In research the old principle of publishing or perishing has long been replaced by the more quantitative performance metric of publishing in journals with a high impact factor. For example, in the case of the last paper on which I am a coauthor (today papers rarely have a single author, you could not keep up with ranking and funding if you would do that), we did not look which journal is the best fit for our paper.
Instead, we compiled a list of journals that would potentially publish our paper given its subject matter and the importance of its contribution to the advancement of science. Then we sorted the list by impact factor and submitted the manuscript to the New Journal of Physics, with impact factor 3.264. We are obviously very objective and our manuscript will go through a second round after revision, so we picked the correct journal.
Being at the end of my tour of duty as associate editor for a journal with impact factor 0.757, I am very aware of the current bad trend of shopping one's manuscript. In this trend a manuscript is submitted to a top tier journal like Nature (28.751) or Science (26.372) and then submitted again and again to journals with lower impact factor until it is no longer rejected.
Not only does this tax the system by requiring many unnecessary reviews (handling a rejected paper costs about $500, which are not offset by page charges and download fees), but it backfires when a reviewer gets the same manuscript though a different journal.
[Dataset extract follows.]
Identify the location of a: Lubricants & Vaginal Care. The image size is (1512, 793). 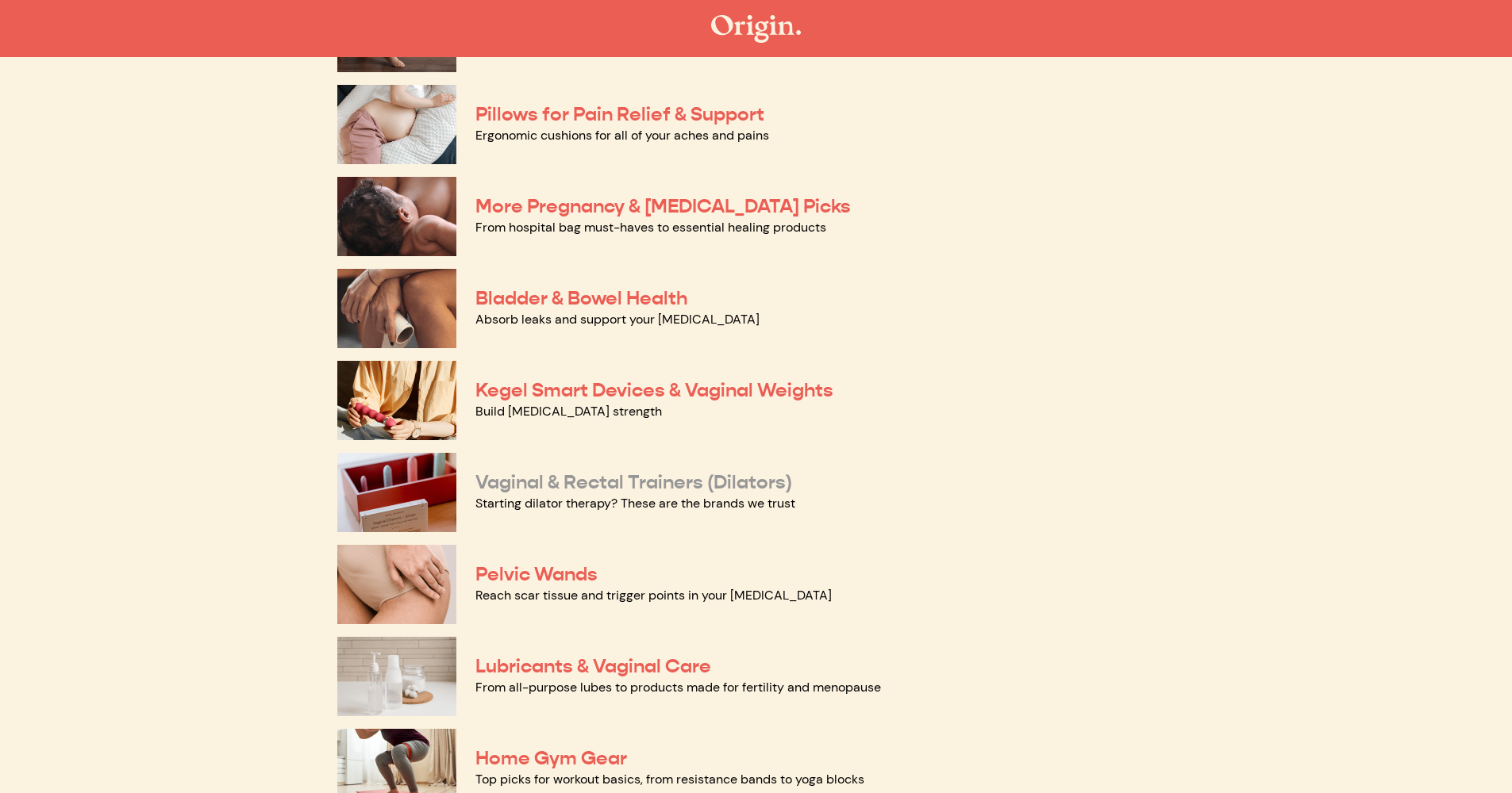
(593, 667).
In fact, a good associate editor will seek reviewers that are most familiar with the research described in the paper, so two different associate editors from two different journals will draw on the same small set of potential reviewers. The manuscript then gets rejected as a resubmission of an old manuscript.
It is important to understand that the impact factor is a relative quantity. For example, the Cancer Journal for Clinicians has an impact factor of 69.026, but this does not mean that at 0.757 my journal sucks. On the contrary, compared to other journals in the field it performs quite well. For example its sister journal from the same publisher has an impact factor of 0.455 and that of an other society comes out at 0.220. These journals tend not to publish many survey papers, which inflate the impact factor.
Message 1: use the impact factor with a grain of salt.
As my wife says, even if you win the rat race, you are still just a rat. In reality, today you do not need an impact factor to make an impact. While we can dream of publishing in Science and winning the Nobel Prize (or the Judd Award for us color scientists), today we can shower our incremental knowledge onto humanity with publishing media like personal web sites and blogs. You are reading this post, proving it works!
Granted, it is very informal, but there are some easy steps up. The traditional better medium is the technical report, which can be freely downloaded from the institution's web site, like HPL-2008-109 in the case of my most recent collaboration with co-blogger Nathan Moroney.
For those who want to publish something more glossy, HP Labs is incubating MagCloud, which will satisfy all your vanity requirements. From this link your can order the same technical report, but this time printed on heavy glossy stock and laid out nicely in InDesign instead of LaTeX.
There is even a cloud service to publish the slides of your public presentations. For example, we wrote the above report in the Beamer class, which lays out the same content in a format suitable for overhead projectors (called beamers in German). You can then make available your slides on Slide Share, or even embed them in your blog, like so: http://www.slideshare.net/berettag/cognitive-aspects-of-color-presentation
Finally, since in these difficult economic times everybody is jumping on LinkedIn, you can use a LinkedIn application to post your slides directly on your profile page.
Message 2: use informal media to give impact to your research.